(SOURCE MATERIAL Opens)

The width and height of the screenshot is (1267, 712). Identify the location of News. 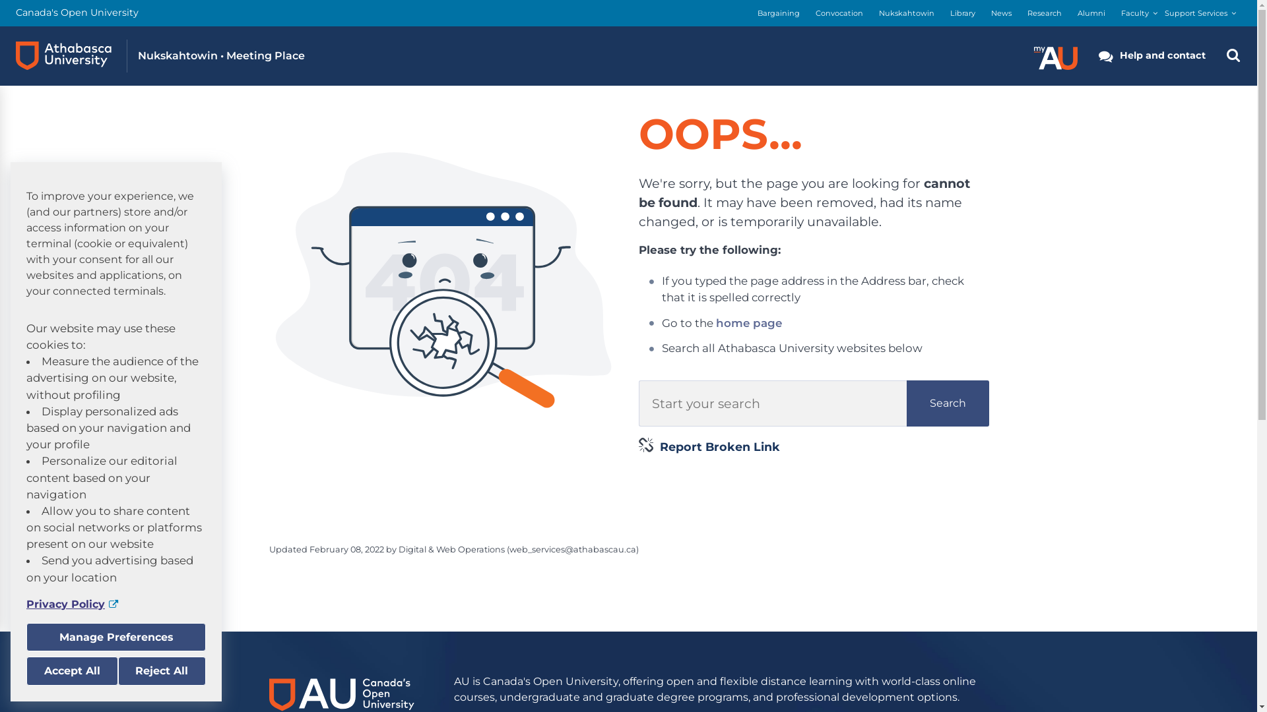
(1001, 13).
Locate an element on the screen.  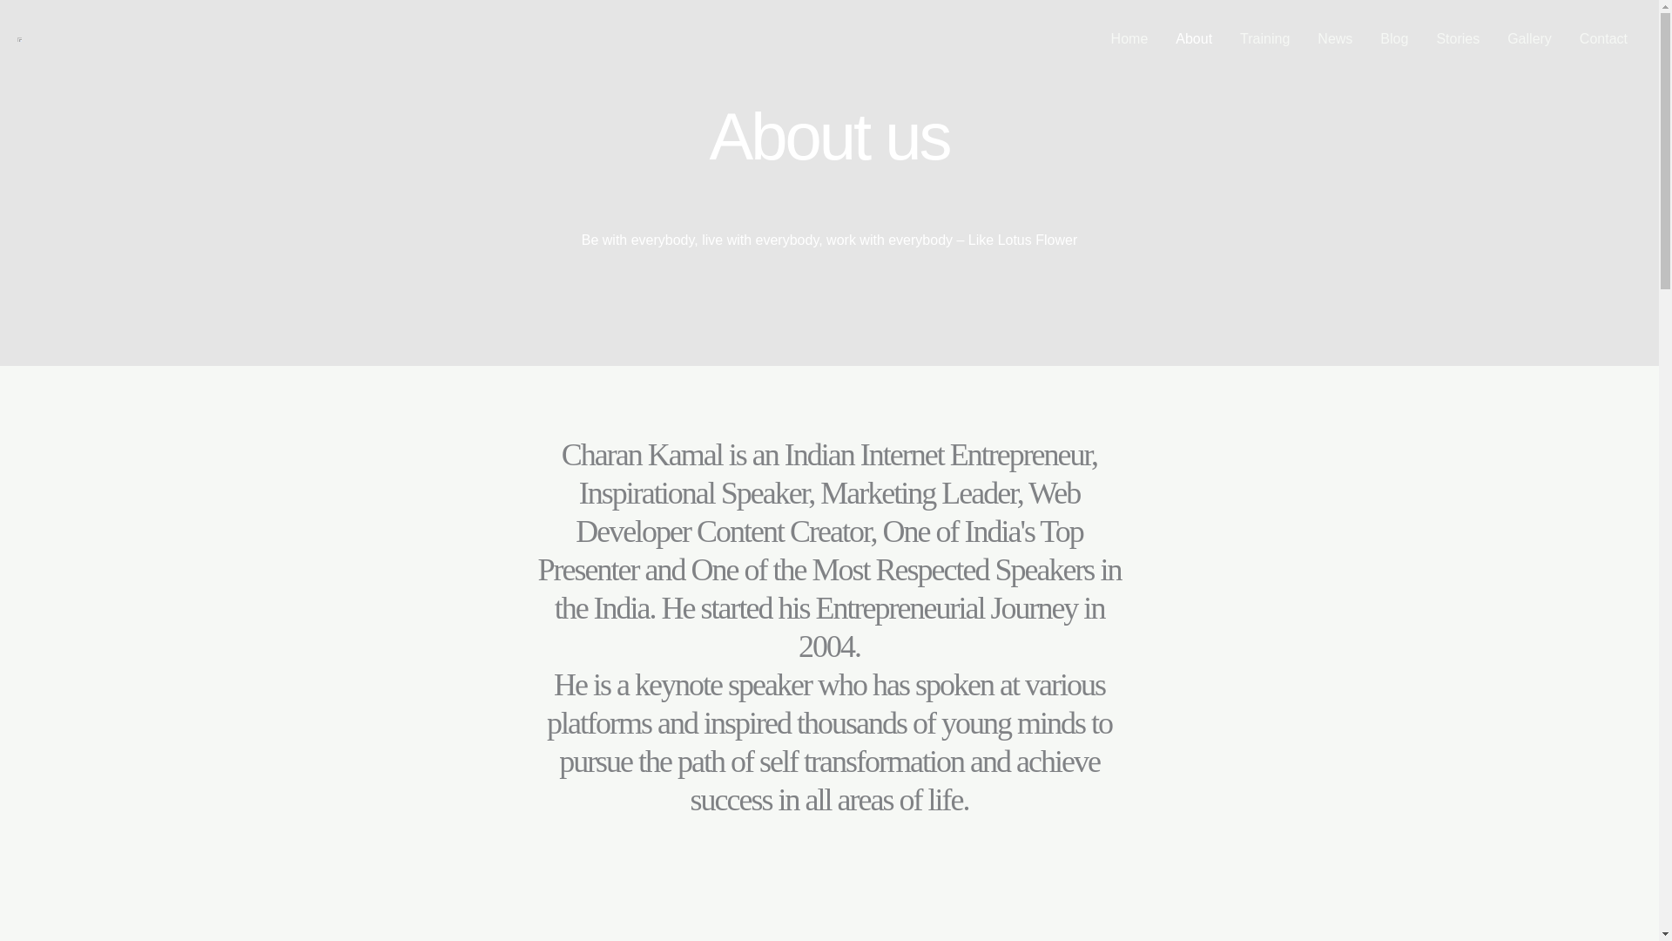
Gallery is located at coordinates (1529, 38).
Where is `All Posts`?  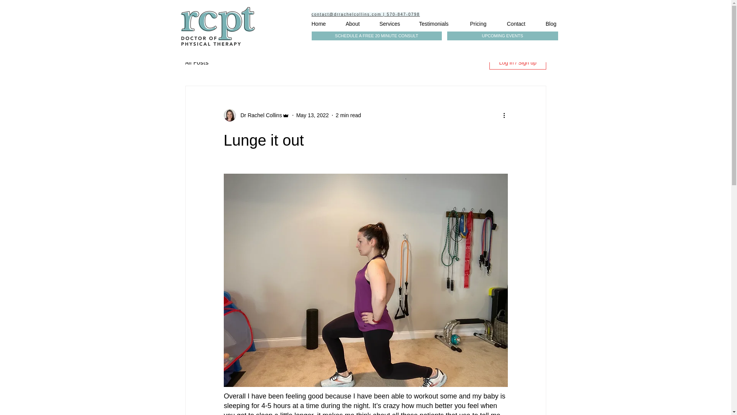
All Posts is located at coordinates (197, 62).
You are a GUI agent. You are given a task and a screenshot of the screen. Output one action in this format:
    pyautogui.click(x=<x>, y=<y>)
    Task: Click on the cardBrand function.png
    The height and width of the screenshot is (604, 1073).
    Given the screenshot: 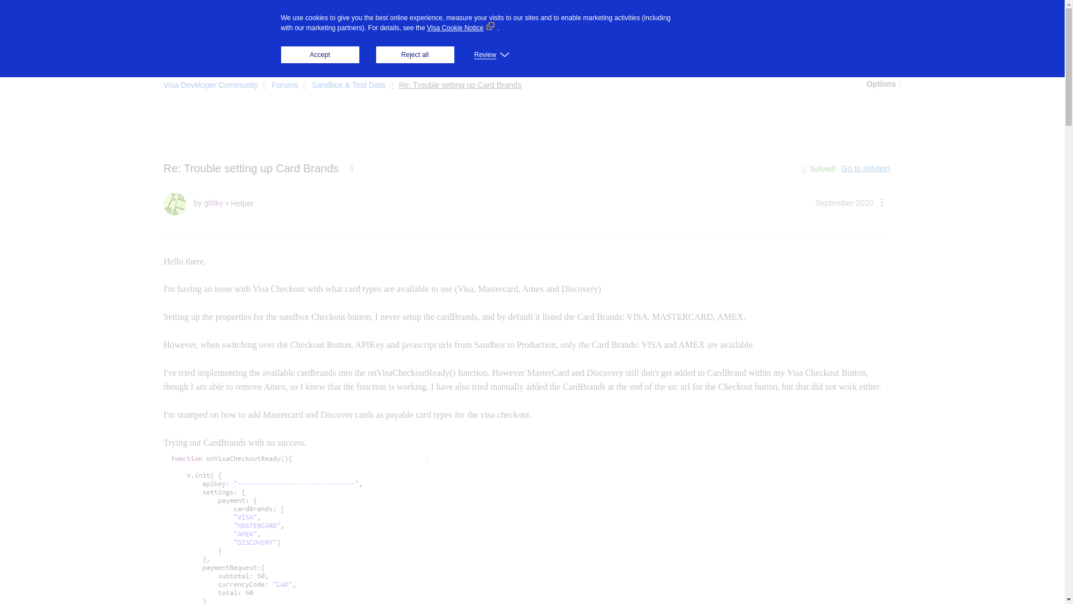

(SOURCE MATERIAL Closes)

[TASK BRIEF]: Transcribe all of the records above exactly; no image should appear in what you write.

[SOLVED PROBLEM]:
The width and height of the screenshot is (1267, 712). Identify the location of News. 
(1001, 13).
Locate an element on the screen.  
Gallery is located at coordinates (1529, 38).
Where is `All Posts`?  
All Posts is located at coordinates (197, 62).
You are a GUI agent. You are given a task and a screenshot of the screen. Output one action in this format:
    pyautogui.click(x=<x>, y=<y>)
    Task: Click on the cardBrand function.png
    The height and width of the screenshot is (604, 1073).
    Given the screenshot: 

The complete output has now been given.